New US Embassy in Croatia
Ivo Skoric
vze3c9dm at verizon.net
Fri Jun 27 23:31:56 CEST 2003
For years the US embassy in Croatia, and, before that, during the
times of former Yugoslavia, the US consulate in Zagreb, was
located in downtown Zagreb, easily accessible to people, with a
friendly face of a welcoming country, as US was known to the
world at that time.
With changing prerogatives - where the US doesn't care any more
about it being seen as open, welcoming, and free country, but is
rather obssessed with the security of its personnel - the US
embassies are moving out of downtown areas, out of historic
buildings, and into remote suburbia, in fortresses, preferrably
surrounded with large open spaces.
Following that newest trend, the US embassy in Croatia re-located
from downtown Zagreb to Buzin, close to the Zagreb International
Airport Pleso. I suppose there are two possible interpretations for
that move: either the State Department wants its personnel to be
close to airports for quick evacuation, if such becomes necessary,
or they want the embassy to serve as the command and control
center in case they need to take over the country pre-emptively.
Particularly devious is that "for security reasons" (which are now
used by the Administration to justify all kinds of nonsense at home
and abroad) there will be no public parking available at the
Embassy, as the US Embassy Press Release stated. In other
words the SUV nation does not allow Croats to use their cars to
come to the Embassy. Applicants are directed to take public
transportation or a cab instead.
Cabs are expensive for most of impoverished Croatian citizens, but
then, the US doesn't want those to visit, anyway; and bus #268
Zagreb - Velika Gorica is notorious for being late, over-crowded,
intermittent in its scheduling - and, un-air-conditioned. The 180
minutes bus round-trip in sweltering Zagreb's summer is perhaps
meant to be an aditional deterrence from visiting an unfriendly visa
officer at the embassy (who may just say that you need something
else - so back to the city, and come another day, during working
hours, of course).
The real pains are going to be for Croatian citizens who do not live
in Zagreb, of course. Unless, they fly in by an airplane and stay at
a hotel close to the airport until their business at the US embassy
is over. The entire move, in my opinion, is designed to make it less
attractive for Croats to visit the US as tourists, now that the
suckers adopted democracy and free market, and are not
interesting to be adopted as political exiles any more.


### Task statement:
Would you reproduce each of the records below precisely, with the pictures left out?

Dataset entries Block Start

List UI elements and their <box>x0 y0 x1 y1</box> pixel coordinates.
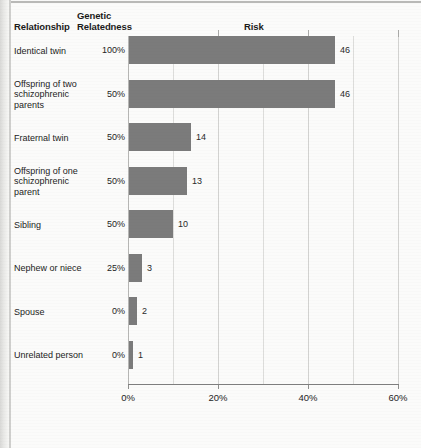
column-header-risk: Risk <box>244 21 264 32</box>
x-axis-label-60pct: 60% <box>378 392 418 403</box>
row-genetic-relatedness: 50% <box>72 132 125 142</box>
row-genetic-relatedness: 0% <box>72 350 125 360</box>
bar <box>128 297 137 325</box>
bar-value-label: 14 <box>196 132 206 142</box>
chart-row: Fraternal twin50%14 <box>0 123 421 167</box>
bar-value-label: 46 <box>340 89 350 99</box>
bar <box>128 80 335 108</box>
x-axis-line <box>128 384 399 385</box>
bar-value-label: 13 <box>192 176 202 186</box>
chart-row: Offspring of twoschizophrenicparents50%4… <box>0 80 421 124</box>
chart-row: Nephew or niece25%3 <box>0 254 421 298</box>
bar <box>128 123 191 151</box>
bar <box>128 36 335 64</box>
bar-value-label: 1 <box>138 350 143 360</box>
x-axis-label-40pct: 40% <box>288 392 328 403</box>
bar-value-label: 46 <box>340 45 350 55</box>
chart-page: Relationship Genetic Relatedness Risk Id… <box>0 0 421 448</box>
row-genetic-relatedness: 50% <box>72 219 125 229</box>
row-genetic-relatedness: 25% <box>72 263 125 273</box>
row-genetic-relatedness: 50% <box>72 89 125 99</box>
column-header-genetic-relatedness-line1: Genetic <box>77 10 111 21</box>
bar-value-label: 3 <box>147 263 152 273</box>
x-axis-label-0pct: 0% <box>108 392 148 403</box>
column-header-relationship: Relationship <box>14 21 70 32</box>
row-label-line: parents <box>14 100 92 111</box>
chart-row: Identical twin100%46 <box>0 36 421 80</box>
page-top-rule <box>11 1 421 3</box>
row-genetic-relatedness: 50% <box>72 176 125 186</box>
bar-value-label: 2 <box>142 306 147 316</box>
column-header-genetic-relatedness: Genetic Relatedness <box>77 10 147 32</box>
column-header-genetic-relatedness-line2: Relatedness <box>77 21 147 32</box>
x-axis-label-20pct: 20% <box>198 392 238 403</box>
chart-row: Unrelated person0%1 <box>0 341 421 385</box>
y-axis-line <box>128 36 129 385</box>
bar <box>128 167 187 195</box>
chart-row: Offspring of oneschizophrenicparent50%13 <box>0 167 421 211</box>
bar-value-label: 10 <box>178 219 188 229</box>
bar <box>128 254 142 282</box>
row-genetic-relatedness: 0% <box>72 306 125 316</box>
chart-row: Sibling50%10 <box>0 210 421 254</box>
bar <box>128 210 173 238</box>
chart-row: Spouse0%2 <box>0 297 421 341</box>
row-genetic-relatedness: 100% <box>72 45 125 55</box>
row-label-line: parent <box>14 187 92 198</box>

Dataset entries Block End

### Task response:
List UI elements and their <box>x0 y0 x1 y1</box> pixel coordinates.
column-header-risk: Risk <box>244 21 264 32</box>
x-axis-label-60pct: 60% <box>378 392 418 403</box>
row-genetic-relatedness: 50% <box>72 132 125 142</box>
row-genetic-relatedness: 0% <box>72 350 125 360</box>
bar <box>128 297 137 325</box>
bar-value-label: 14 <box>196 132 206 142</box>
chart-row: Fraternal twin50%14 <box>0 123 421 167</box>
bar-value-label: 46 <box>340 89 350 99</box>
bar <box>128 80 335 108</box>
x-axis-line <box>128 384 399 385</box>
bar-value-label: 13 <box>192 176 202 186</box>
chart-row: Offspring of twoschizophrenicparents50%4… <box>0 80 421 124</box>
chart-row: Nephew or niece25%3 <box>0 254 421 298</box>
bar <box>128 123 191 151</box>
bar <box>128 36 335 64</box>
bar-value-label: 1 <box>138 350 143 360</box>
x-axis-label-40pct: 40% <box>288 392 328 403</box>
bar-value-label: 46 <box>340 45 350 55</box>
chart-page: Relationship Genetic Relatedness Risk Id… <box>0 0 421 448</box>
row-genetic-relatedness: 50% <box>72 219 125 229</box>
row-genetic-relatedness: 25% <box>72 263 125 273</box>
row-genetic-relatedness: 50% <box>72 89 125 99</box>
column-header-genetic-relatedness-line1: Genetic <box>77 10 111 21</box>
bar-value-label: 3 <box>147 263 152 273</box>
x-axis-label-0pct: 0% <box>108 392 148 403</box>
column-header-relationship: Relationship <box>14 21 70 32</box>
row-label-line: parents <box>14 100 92 111</box>
chart-row: Identical twin100%46 <box>0 36 421 80</box>
page-top-rule <box>11 1 421 3</box>
row-genetic-relatedness: 50% <box>72 176 125 186</box>
bar-value-label: 2 <box>142 306 147 316</box>
column-header-genetic-relatedness: Genetic Relatedness <box>77 10 147 32</box>
column-header-genetic-relatedness-line2: Relatedness <box>77 21 147 32</box>
x-axis-label-20pct: 20% <box>198 392 238 403</box>
chart-row: Unrelated person0%1 <box>0 341 421 385</box>
y-axis-line <box>128 36 129 385</box>
bar <box>128 167 187 195</box>
chart-row: Offspring of oneschizophrenicparent50%13 <box>0 167 421 211</box>
bar-value-label: 10 <box>178 219 188 229</box>
bar <box>128 254 142 282</box>
row-genetic-relatedness: 0% <box>72 306 125 316</box>
chart-row: Sibling50%10 <box>0 210 421 254</box>
bar <box>128 210 173 238</box>
chart-row: Spouse0%2 <box>0 297 421 341</box>
row-genetic-relatedness: 100% <box>72 45 125 55</box>
row-label-line: parent <box>14 187 92 198</box>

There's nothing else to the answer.